Native rare breeds are under serious threat as numbers fall, says the Rare Breeds Survival Trust. Perhaps it is time to lend a hand.
Some rare breeds are becoming rarer, if the recent Rare Breeds Survival Trust watchlist is anything to go by. Britain’s native pig breeds face “significant threats” according to the latest figures compiled by the RBST for its 2015 Watchlist.
One of the best ways to support rare breeds is to farm or eat them. Perhaps as a whole suckling pig, or in a particularly scrumptious scotch egg. However you choose to support Rare Breeds please do just that. Lend them your assistance. Or the future is a bleaker, more homogonised and decidedly less interesting rural life.
RARE BREEDS IN DECLINE
The British Saddleback and Oxford Sandy and Black have been moved from category 5 to 4 and the Berkshire and Tamworth from category 4 to 3 following a fall in registrations. The British Landrace has been recognised as a rare breed for the first time, joining the Watchlist in category 3.
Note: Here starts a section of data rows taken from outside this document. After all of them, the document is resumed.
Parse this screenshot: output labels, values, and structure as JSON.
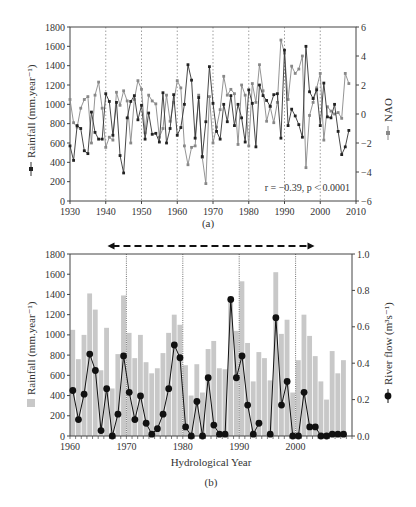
{
  "chart_data": [
    {
      "panel": "a",
      "type": "line",
      "caption": "(a)",
      "xlabel": "",
      "ylabel": "Rainfall (mm.year⁻¹)",
      "y2label": "NAO",
      "xlim": [
        1930,
        2010
      ],
      "ylim": [
        0,
        1800
      ],
      "y2lim": [
        -6,
        6
      ],
      "xticks": [
        "1930",
        "1940",
        "1950",
        "1960",
        "1970",
        "1980",
        "1990",
        "2000",
        "2010"
      ],
      "yticks": [
        "0",
        "200",
        "400",
        "600",
        "800",
        "1000",
        "1200",
        "1400",
        "1600",
        "1800"
      ],
      "y2ticks": [
        "6",
        "4",
        "2",
        "0",
        "−2",
        "−4",
        "−6"
      ],
      "vlines": [
        1940,
        1950,
        1960,
        1970,
        1980,
        1990,
        2000
      ],
      "annotation": "r = −0.39, p < 0.0001",
      "series": [
        {
          "name": "Rainfall",
          "axis": "left",
          "marker": "circle-dark",
          "x": [
            1930,
            1931,
            1932,
            1933,
            1934,
            1935,
            1936,
            1937,
            1938,
            1939,
            1940,
            1941,
            1942,
            1943,
            1944,
            1945,
            1946,
            1947,
            1948,
            1949,
            1950,
            1951,
            1952,
            1953,
            1954,
            1955,
            1956,
            1957,
            1958,
            1959,
            1960,
            1961,
            1962,
            1963,
            1964,
            1965,
            1966,
            1967,
            1968,
            1969,
            1970,
            1971,
            1972,
            1973,
            1974,
            1975,
            1976,
            1977,
            1978,
            1979,
            1980,
            1981,
            1982,
            1983,
            1984,
            1985,
            1986,
            1987,
            1988,
            1989,
            1990,
            1991,
            1992,
            1993,
            1994,
            1995,
            1996,
            1997,
            1998,
            1999,
            2000,
            2001,
            2002,
            2003,
            2004,
            2005,
            2006,
            2007,
            2008
          ],
          "values": [
            570,
            420,
            780,
            750,
            520,
            490,
            920,
            710,
            640,
            640,
            1110,
            1030,
            680,
            1020,
            470,
            290,
            860,
            1030,
            1090,
            840,
            990,
            640,
            910,
            690,
            700,
            610,
            1120,
            600,
            750,
            1100,
            680,
            760,
            1000,
            1410,
            1250,
            650,
            1070,
            460,
            820,
            1390,
            1010,
            720,
            640,
            1000,
            820,
            1090,
            780,
            1000,
            860,
            610,
            1150,
            1010,
            560,
            1200,
            1090,
            1040,
            980,
            1100,
            1110,
            650,
            1560,
            780,
            950,
            880,
            790,
            660,
            1600,
            1130,
            1060,
            1150,
            780,
            1220,
            870,
            860,
            1000,
            720,
            480,
            560,
            730
          ],
          "note": "approximate values read from markers"
        },
        {
          "name": "NAO",
          "axis": "right",
          "marker": "square-grey",
          "x": [
            1930,
            1931,
            1932,
            1933,
            1934,
            1935,
            1936,
            1937,
            1938,
            1939,
            1940,
            1941,
            1942,
            1943,
            1944,
            1945,
            1946,
            1947,
            1948,
            1949,
            1950,
            1951,
            1952,
            1953,
            1954,
            1955,
            1956,
            1957,
            1958,
            1959,
            1960,
            1961,
            1962,
            1963,
            1964,
            1965,
            1966,
            1967,
            1968,
            1969,
            1970,
            1971,
            1972,
            1973,
            1974,
            1975,
            1976,
            1977,
            1978,
            1979,
            1980,
            1981,
            1982,
            1983,
            1984,
            1985,
            1986,
            1987,
            1988,
            1989,
            1990,
            1991,
            1992,
            1993,
            1994,
            1995,
            1996,
            1997,
            1998,
            1999,
            2000,
            2001,
            2002,
            2003,
            2004,
            2005,
            2006,
            2007,
            2008
          ],
          "values": [
            1.0,
            -0.6,
            -0.9,
            0.4,
            1.0,
            1.2,
            -2.0,
            1.3,
            2.2,
            0.4,
            -2.3,
            -1.6,
            -1.8,
            1.5,
            0.6,
            1.6,
            0.9,
            -2.0,
            1.0,
            2.3,
            1.7,
            -1.3,
            1.3,
            0.9,
            0.7,
            -1.6,
            -1.0,
            1.3,
            -0.5,
            0.8,
            2.3,
            1.8,
            -2.2,
            -3.5,
            -2.3,
            -2.2,
            1.3,
            -3.0,
            -4.8,
            1.2,
            -2.0,
            -0.9,
            0.3,
            2.6,
            1.3,
            1.7,
            1.4,
            -2.1,
            2.0,
            1.3,
            -2.2,
            2.1,
            0.8,
            3.4,
            1.6,
            -0.5,
            0.5,
            -0.6,
            0.8,
            5.1,
            4.2,
            1.0,
            3.3,
            2.8,
            3.1,
            4.0,
            -3.7,
            -0.1,
            0.8,
            1.8,
            2.8,
            -1.8,
            0.5,
            0.2,
            0.0,
            0.1,
            -0.3,
            2.8,
            2.1
          ]
        }
      ]
    },
    {
      "panel": "b",
      "type": "bar+line",
      "caption": "(b)",
      "xlabel": "Hydrological Year",
      "ylabel": "Rainfall (mm.year⁻¹)",
      "y2label": "River flow (m³s⁻¹)",
      "xlim": [
        1960,
        2010
      ],
      "ylim": [
        0,
        1800
      ],
      "y2lim": [
        0,
        1.0
      ],
      "xticks": [
        "1960",
        "1970",
        "1980",
        "1990",
        "2000"
      ],
      "yticks": [
        "0",
        "200",
        "400",
        "600",
        "800",
        "1000",
        "1200",
        "1400",
        "1600",
        "1800"
      ],
      "y2ticks": [
        "0.0",
        "0.2",
        "0.4",
        "0.6",
        "0.8",
        "1.0"
      ],
      "vlines": [
        1970,
        1980,
        1990,
        2000
      ],
      "arrow": {
        "from": 1967,
        "to": 2003,
        "style": "dashed double-headed"
      },
      "categories": [
        1960,
        1961,
        1962,
        1963,
        1964,
        1965,
        1966,
        1967,
        1968,
        1969,
        1970,
        1971,
        1972,
        1973,
        1974,
        1975,
        1976,
        1977,
        1978,
        1979,
        1980,
        1981,
        1982,
        1983,
        1984,
        1985,
        1986,
        1987,
        1988,
        1989,
        1990,
        1991,
        1992,
        1993,
        1994,
        1995,
        1996,
        1997,
        1998,
        1999,
        2000,
        2001,
        2002,
        2003,
        2004,
        2005,
        2006,
        2007,
        2008
      ],
      "series": [
        {
          "name": "Rainfall",
          "type": "bar",
          "axis": "left",
          "color": "#c8c8c8",
          "values": [
            1050,
            760,
            1000,
            1410,
            1250,
            650,
            1070,
            470,
            810,
            1390,
            1020,
            770,
            1000,
            730,
            620,
            670,
            820,
            1020,
            1200,
            1100,
            700,
            400,
            710,
            430,
            860,
            940,
            670,
            660,
            1320,
            1040,
            1530,
            920,
            540,
            830,
            770,
            550,
            1620,
            1010,
            1150,
            430,
            750,
            1200,
            990,
            790,
            540,
            360,
            840,
            620,
            750
          ]
        },
        {
          "name": "River flow",
          "type": "line",
          "axis": "right",
          "marker": "circle-black",
          "values": [
            0.25,
            0.09,
            0.23,
            0.45,
            0.36,
            0.03,
            0.26,
            0.0,
            0.12,
            0.44,
            0.24,
            0.09,
            0.22,
            0.07,
            0.01,
            0.04,
            0.12,
            0.26,
            0.5,
            0.43,
            0.05,
            0.0,
            0.19,
            0.0,
            0.32,
            0.06,
            0.01,
            0.01,
            0.75,
            0.32,
            0.44,
            0.17,
            0.01,
            0.07,
            null,
            0.01,
            0.65,
            0.17,
            0.3,
            0.0,
            0.0,
            0.24,
            0.05,
            0.05,
            0.0,
            0.0,
            0.01,
            0.01,
            0.01
          ]
        }
      ]
    }
  ]
}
“Pigs this year are our main problem. Every single breed showed a decline in numbers,” said the RBST’s conservation officer, Claire Barber. Soaring feed prices are blamed for decline in the number of people able to keep native breed pigs.
The lack of market for young stock is causing the decline in some equine breeds, especially Dales (on the rarest category 1 list) and Dartmoors (up to category 2 from 3).
Cattle breeds fared better with the Whitebred Shorthorn moving up to category 2, having dipped into the critical category in 2011, which means it had fewer than 150 breeding females. “It takes a lot of dedication for a breed society to get a breed off the critical list. The breed is by no means safe but is going in the right direction,” said Barber.
The news was quite good for sheep with the trend for increasing numbers sustained for the third year in a row. The rarest breed, the Boreary, moved from critical category 1 to endangered category 2.